Instruments that supplement
clinical monitoring
As we
begin to focus on instruments to aid us in our monitoring task, we also need to
ask for justification for their use. Does this monitor offer benefits that
justify the cost (amortization of the instrument and cost of consumable
supplies and, don’t forget, time needed for application) and the potential
hazards inherent with the use of the monitor? Several instruments have been
identified as essen-tial minimal monitors always
to be used. With others, the clinician must decide whether a cost–benefit
assessment justifies its use. Many monitors will be used routinely, others only
with special indications. We must also point out that, over time, clinical
practice changes with changing assessment of the value of this or that monitor.
The
American Society of Anesthesiologists has published Minimal Monitoring
Standards for patients undergoing general anesthesia.1 In brief, these standards call for the
monitoring of the patient’s oxygenation (inspired gas and saturation of
arterial blood (SpO2)), ventilation (capnography and clinical
assessment), cir-culation (ECG, arterial blood pressure), and temperature (a
thermometer).
Some
instruments put numbers on observations (feel a thready pulse and assume
arterial hypotension; take a blood pressure and put numbers on the
hypotension). Others provide information that our senses fail to detect (ECG
and capnography, for example).
The
reference point for blood pressure recordings is the heart. For example, when
upright, your blood pressure just above the ankle will be much higher than in
your upper arm – by the weight of the column of blood between ankle and heart.
Conversely, if you worry about cerebral perfusion pressure, remember that the
pressure in the upper arm will be higher than that in the head if the patient
stands or sits upright. Thus, in a horizontal and recumbent patient, you can
monitor blood pressure in the upper or lower arm or just above the ankle (the
best place if you have to use the lower extremity) and obtain reasonably
accurate readings as long as the cuff is at the level of the heart.
You
should be able to take a blood pressure by cuff and stethoscope listening for
the Korotkoff sounds. You can also feel a pulse distal to the cuff and register
systolic pressure when the distal pulse disappears. Instead of feeling the
pulse, you can use a pulse oximeter, which depends on a pulsatile signal to
work. Use it while inflating the cuff rather than during deflation. The pulse
oximeter averages incoming data and thus takes a little time before reporting a
signal, but it stops working rapidly when suddenly deprived of a pulsatile
signal, as happens during inflation of the cuff.
The
world (at least the Western world) has now taken to oscillometric
sphyg-momanometry. The concept is fairly simple. The unit inflates a cuff
around the arm (or just above the ankle) and monitors the pressure in the cuff.
Well above systolic pressure, the tight cuff transmits no pulsations to the
unit. However, as the cuff pressure approaches systolic pressure, the
pulsations of the artery begin to cause some oscillation of pressure in the
cuff. When the cuff pressure falls just below systolic, the oscillations gain
in amplitude, and the clever unit regis-ters systolic pressure. Soon the cuff
pressure drops to mean arterial pressure, at which point the oscillations reach
their peak amplitude, and the unit recognizes and reports mean arterial
pressure. You can imagine that now the oscillations become smaller and smaller
and eventually disappear altogether as the cuff pres-sure drops to and below
diastolic pressure. Identifying diastolic pressure presents the algorithm in
the unit with the greatest challenge; hence diastolic pressures are more likely
to be inaccurate, mean arterial pressure most likely to be accurate, and
systolic pressure reasonably accurate. Oscillometric blood pressure recordings
have become generally adopted in anesthesia where accuracy within +/− 10% is clinically quite acceptable.
Oscillometric measurements may become unreliable when arrhythmias or extremely
slow heart rates fool the algorithms that govern the systems.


ABOUT THIS EXERCISE: Return the records verbatim.

RECORDS FOR PROCESSING:
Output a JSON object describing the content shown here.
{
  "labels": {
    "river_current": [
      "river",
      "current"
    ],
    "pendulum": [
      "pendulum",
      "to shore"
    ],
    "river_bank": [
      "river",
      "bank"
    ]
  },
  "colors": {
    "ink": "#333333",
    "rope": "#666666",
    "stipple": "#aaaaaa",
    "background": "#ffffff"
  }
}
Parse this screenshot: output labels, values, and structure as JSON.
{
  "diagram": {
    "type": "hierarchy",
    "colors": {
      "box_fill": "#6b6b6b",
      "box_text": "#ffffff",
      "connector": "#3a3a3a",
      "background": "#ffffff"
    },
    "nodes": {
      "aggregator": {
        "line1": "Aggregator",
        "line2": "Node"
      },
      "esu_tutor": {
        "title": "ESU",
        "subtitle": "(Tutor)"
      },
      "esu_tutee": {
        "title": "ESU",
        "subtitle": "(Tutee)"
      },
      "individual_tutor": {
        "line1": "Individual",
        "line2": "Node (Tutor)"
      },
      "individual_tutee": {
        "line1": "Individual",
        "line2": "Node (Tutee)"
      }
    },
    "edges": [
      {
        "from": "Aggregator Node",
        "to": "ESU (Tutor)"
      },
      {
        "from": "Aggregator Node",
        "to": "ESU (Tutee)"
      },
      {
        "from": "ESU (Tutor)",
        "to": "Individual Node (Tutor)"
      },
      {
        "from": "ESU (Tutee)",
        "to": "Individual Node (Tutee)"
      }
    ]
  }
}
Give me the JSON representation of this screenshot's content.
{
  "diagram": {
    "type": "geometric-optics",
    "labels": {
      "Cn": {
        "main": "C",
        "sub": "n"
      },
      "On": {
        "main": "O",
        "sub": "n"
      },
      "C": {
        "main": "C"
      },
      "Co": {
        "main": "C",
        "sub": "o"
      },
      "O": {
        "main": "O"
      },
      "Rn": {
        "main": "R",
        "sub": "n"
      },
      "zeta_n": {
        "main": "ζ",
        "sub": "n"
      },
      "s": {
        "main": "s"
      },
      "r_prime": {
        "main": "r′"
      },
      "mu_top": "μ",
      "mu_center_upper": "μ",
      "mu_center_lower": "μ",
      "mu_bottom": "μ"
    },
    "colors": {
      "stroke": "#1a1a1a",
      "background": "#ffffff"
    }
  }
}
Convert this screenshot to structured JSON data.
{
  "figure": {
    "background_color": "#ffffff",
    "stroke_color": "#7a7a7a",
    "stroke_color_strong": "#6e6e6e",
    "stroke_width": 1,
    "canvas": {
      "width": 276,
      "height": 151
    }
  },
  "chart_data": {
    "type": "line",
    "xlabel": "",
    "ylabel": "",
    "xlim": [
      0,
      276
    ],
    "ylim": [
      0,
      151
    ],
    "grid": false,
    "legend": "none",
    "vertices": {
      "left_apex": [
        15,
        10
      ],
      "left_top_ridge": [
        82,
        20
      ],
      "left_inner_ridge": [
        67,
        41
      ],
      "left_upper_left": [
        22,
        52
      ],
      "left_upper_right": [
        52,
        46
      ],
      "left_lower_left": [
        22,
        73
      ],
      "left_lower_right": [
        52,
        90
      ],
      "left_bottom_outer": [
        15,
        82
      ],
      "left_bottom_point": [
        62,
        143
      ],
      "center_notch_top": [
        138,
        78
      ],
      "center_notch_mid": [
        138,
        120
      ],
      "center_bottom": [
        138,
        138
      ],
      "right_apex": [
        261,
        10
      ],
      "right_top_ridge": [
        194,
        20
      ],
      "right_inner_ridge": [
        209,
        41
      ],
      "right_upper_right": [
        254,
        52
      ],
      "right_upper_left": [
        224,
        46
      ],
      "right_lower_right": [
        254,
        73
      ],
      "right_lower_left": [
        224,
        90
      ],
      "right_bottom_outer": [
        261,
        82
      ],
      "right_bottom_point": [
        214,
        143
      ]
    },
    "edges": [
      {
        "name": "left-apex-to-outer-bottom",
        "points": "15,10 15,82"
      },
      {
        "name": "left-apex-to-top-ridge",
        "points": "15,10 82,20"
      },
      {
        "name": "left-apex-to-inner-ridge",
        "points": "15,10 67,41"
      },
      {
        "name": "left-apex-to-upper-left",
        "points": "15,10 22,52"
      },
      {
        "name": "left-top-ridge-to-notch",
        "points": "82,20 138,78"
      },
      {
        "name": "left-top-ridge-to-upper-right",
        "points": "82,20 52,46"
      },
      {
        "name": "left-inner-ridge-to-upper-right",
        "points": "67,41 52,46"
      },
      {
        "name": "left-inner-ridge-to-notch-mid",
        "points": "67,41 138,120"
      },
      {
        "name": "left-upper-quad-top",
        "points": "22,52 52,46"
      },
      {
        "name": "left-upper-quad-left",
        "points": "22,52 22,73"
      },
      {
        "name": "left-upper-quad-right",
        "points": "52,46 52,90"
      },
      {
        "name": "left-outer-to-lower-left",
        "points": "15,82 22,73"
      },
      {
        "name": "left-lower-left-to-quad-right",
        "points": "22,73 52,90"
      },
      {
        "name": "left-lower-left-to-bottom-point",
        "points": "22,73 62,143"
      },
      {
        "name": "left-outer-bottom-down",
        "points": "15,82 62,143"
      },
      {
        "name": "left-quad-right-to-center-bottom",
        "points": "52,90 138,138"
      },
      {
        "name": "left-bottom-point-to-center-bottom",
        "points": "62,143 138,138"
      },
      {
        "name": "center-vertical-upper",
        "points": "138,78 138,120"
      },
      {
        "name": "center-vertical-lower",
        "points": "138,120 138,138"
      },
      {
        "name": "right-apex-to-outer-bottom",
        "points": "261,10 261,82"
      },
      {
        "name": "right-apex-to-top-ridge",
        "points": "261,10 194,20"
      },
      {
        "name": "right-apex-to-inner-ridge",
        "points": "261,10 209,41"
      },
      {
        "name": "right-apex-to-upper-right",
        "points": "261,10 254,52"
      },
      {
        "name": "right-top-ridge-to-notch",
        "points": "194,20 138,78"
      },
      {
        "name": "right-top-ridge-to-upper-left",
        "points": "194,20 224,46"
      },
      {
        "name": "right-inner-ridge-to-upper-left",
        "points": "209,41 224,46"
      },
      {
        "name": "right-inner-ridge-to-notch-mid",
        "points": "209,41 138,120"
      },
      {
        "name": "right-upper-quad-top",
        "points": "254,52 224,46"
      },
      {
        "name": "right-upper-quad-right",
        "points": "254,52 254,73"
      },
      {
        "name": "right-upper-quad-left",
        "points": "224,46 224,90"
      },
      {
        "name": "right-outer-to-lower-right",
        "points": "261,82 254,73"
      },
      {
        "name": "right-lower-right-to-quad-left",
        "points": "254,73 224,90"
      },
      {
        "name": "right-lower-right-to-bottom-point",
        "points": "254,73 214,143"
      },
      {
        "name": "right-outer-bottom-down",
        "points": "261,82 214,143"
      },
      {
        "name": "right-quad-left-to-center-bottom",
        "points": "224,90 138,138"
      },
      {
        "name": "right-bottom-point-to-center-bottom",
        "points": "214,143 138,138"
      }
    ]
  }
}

EXERCISE OUTPUT:
Output a JSON object describing the content shown here.
{
  "labels": {
    "river_current": [
      "river",
      "current"
    ],
    "pendulum": [
      "pendulum",
      "to shore"
    ],
    "river_bank": [
      "river",
      "bank"
    ]
  },
  "colors": {
    "ink": "#333333",
    "rope": "#666666",
    "stipple": "#aaaaaa",
    "background": "#ffffff"
  }
}
Parse this screenshot: output labels, values, and structure as JSON.
{
  "diagram": {
    "type": "hierarchy",
    "colors": {
      "box_fill": "#6b6b6b",
      "box_text": "#ffffff",
      "connector": "#3a3a3a",
      "background": "#ffffff"
    },
    "nodes": {
      "aggregator": {
        "line1": "Aggregator",
        "line2": "Node"
      },
      "esu_tutor": {
        "title": "ESU",
        "subtitle": "(Tutor)"
      },
      "esu_tutee": {
        "title": "ESU",
        "subtitle": "(Tutee)"
      },
      "individual_tutor": {
        "line1": "Individual",
        "line2": "Node (Tutor)"
      },
      "individual_tutee": {
        "line1": "Individual",
        "line2": "Node (Tutee)"
      }
    },
    "edges": [
      {
        "from": "Aggregator Node",
        "to": "ESU (Tutor)"
      },
      {
        "from": "Aggregator Node",
        "to": "ESU (Tutee)"
      },
      {
        "from": "ESU (Tutor)",
        "to": "Individual Node (Tutor)"
      },
      {
        "from": "ESU (Tutee)",
        "to": "Individual Node (Tutee)"
      }
    ]
  }
}
Give me the JSON representation of this screenshot's content.
{
  "diagram": {
    "type": "geometric-optics",
    "labels": {
      "Cn": {
        "main": "C",
        "sub": "n"
      },
      "On": {
        "main": "O",
        "sub": "n"
      },
      "C": {
        "main": "C"
      },
      "Co": {
        "main": "C",
        "sub": "o"
      },
      "O": {
        "main": "O"
      },
      "Rn": {
        "main": "R",
        "sub": "n"
      },
      "zeta_n": {
        "main": "ζ",
        "sub": "n"
      },
      "s": {
        "main": "s"
      },
      "r_prime": {
        "main": "r′"
      },
      "mu_top": "μ",
      "mu_center_upper": "μ",
      "mu_center_lower": "μ",
      "mu_bottom": "μ"
    },
    "colors": {
      "stroke": "#1a1a1a",
      "background": "#ffffff"
    }
  }
}
Convert this screenshot to structured JSON data.
{
  "figure": {
    "background_color": "#ffffff",
    "stroke_color": "#7a7a7a",
    "stroke_color_strong": "#6e6e6e",
    "stroke_width": 1,
    "canvas": {
      "width": 276,
      "height": 151
    }
  },
  "chart_data": {
    "type": "line",
    "xlabel": "",
    "ylabel": "",
    "xlim": [
      0,
      276
    ],
    "ylim": [
      0,
      151
    ],
    "grid": false,
    "legend": "none",
    "vertices": {
      "left_apex": [
        15,
        10
      ],
      "left_top_ridge": [
        82,
        20
      ],
      "left_inner_ridge": [
        67,
        41
      ],
      "left_upper_left": [
        22,
        52
      ],
      "left_upper_right": [
        52,
        46
      ],
      "left_lower_left": [
        22,
        73
      ],
      "left_lower_right": [
        52,
        90
      ],
      "left_bottom_outer": [
        15,
        82
      ],
      "left_bottom_point": [
        62,
        143
      ],
      "center_notch_top": [
        138,
        78
      ],
      "center_notch_mid": [
        138,
        120
      ],
      "center_bottom": [
        138,
        138
      ],
      "right_apex": [
        261,
        10
      ],
      "right_top_ridge": [
        194,
        20
      ],
      "right_inner_ridge": [
        209,
        41
      ],
      "right_upper_right": [
        254,
        52
      ],
      "right_upper_left": [
        224,
        46
      ],
      "right_lower_right": [
        254,
        73
      ],
      "right_lower_left": [
        224,
        90
      ],
      "right_bottom_outer": [
        261,
        82
      ],
      "right_bottom_point": [
        214,
        143
      ]
    },
    "edges": [
      {
        "name": "left-apex-to-outer-bottom",
        "points": "15,10 15,82"
      },
      {
        "name": "left-apex-to-top-ridge",
        "points": "15,10 82,20"
      },
      {
        "name": "left-apex-to-inner-ridge",
        "points": "15,10 67,41"
      },
      {
        "name": "left-apex-to-upper-left",
        "points": "15,10 22,52"
      },
      {
        "name": "left-top-ridge-to-notch",
        "points": "82,20 138,78"
      },
      {
        "name": "left-top-ridge-to-upper-right",
        "points": "82,20 52,46"
      },
      {
        "name": "left-inner-ridge-to-upper-right",
        "points": "67,41 52,46"
      },
      {
        "name": "left-inner-ridge-to-notch-mid",
        "points": "67,41 138,120"
      },
      {
        "name": "left-upper-quad-top",
        "points": "22,52 52,46"
      },
      {
        "name": "left-upper-quad-left",
        "points": "22,52 22,73"
      },
      {
        "name": "left-upper-quad-right",
        "points": "52,46 52,90"
      },
      {
        "name": "left-outer-to-lower-left",
        "points": "15,82 22,73"
      },
      {
        "name": "left-lower-left-to-quad-right",
        "points": "22,73 52,90"
      },
      {
        "name": "left-lower-left-to-bottom-point",
        "points": "22,73 62,143"
      },
      {
        "name": "left-outer-bottom-down",
        "points": "15,82 62,143"
      },
      {
        "name": "left-quad-right-to-center-bottom",
        "points": "52,90 138,138"
      },
      {
        "name": "left-bottom-point-to-center-bottom",
        "points": "62,143 138,138"
      },
      {
        "name": "center-vertical-upper",
        "points": "138,78 138,120"
      },
      {
        "name": "center-vertical-lower",
        "points": "138,120 138,138"
      },
      {
        "name": "right-apex-to-outer-bottom",
        "points": "261,10 261,82"
      },
      {
        "name": "right-apex-to-top-ridge",
        "points": "261,10 194,20"
      },
      {
        "name": "right-apex-to-inner-ridge",
        "points": "261,10 209,41"
      },
      {
        "name": "right-apex-to-upper-right",
        "points": "261,10 254,52"
      },
      {
        "name": "right-top-ridge-to-notch",
        "points": "194,20 138,78"
      },
      {
        "name": "right-top-ridge-to-upper-left",
        "points": "194,20 224,46"
      },
      {
        "name": "right-inner-ridge-to-upper-left",
        "points": "209,41 224,46"
      },
      {
        "name": "right-inner-ridge-to-notch-mid",
        "points": "209,41 138,120"
      },
      {
        "name": "right-upper-quad-top",
        "points": "254,52 224,46"
      },
      {
        "name": "right-upper-quad-right",
        "points": "254,52 254,73"
      },
      {
        "name": "right-upper-quad-left",
        "points": "224,46 224,90"
      },
      {
        "name": "right-outer-to-lower-right",
        "points": "261,82 254,73"
      },
      {
        "name": "right-lower-right-to-quad-left",
        "points": "254,73 224,90"
      },
      {
        "name": "right-lower-right-to-bottom-point",
        "points": "254,73 214,143"
      },
      {
        "name": "right-outer-bottom-down",
        "points": "261,82 214,143"
      },
      {
        "name": "right-quad-left-to-center-bottom",
        "points": "224,90 138,138"
      },
      {
        "name": "right-bottom-point-to-center-bottom",
        "points": "214,143 138,138"
      }
    ]
  }
}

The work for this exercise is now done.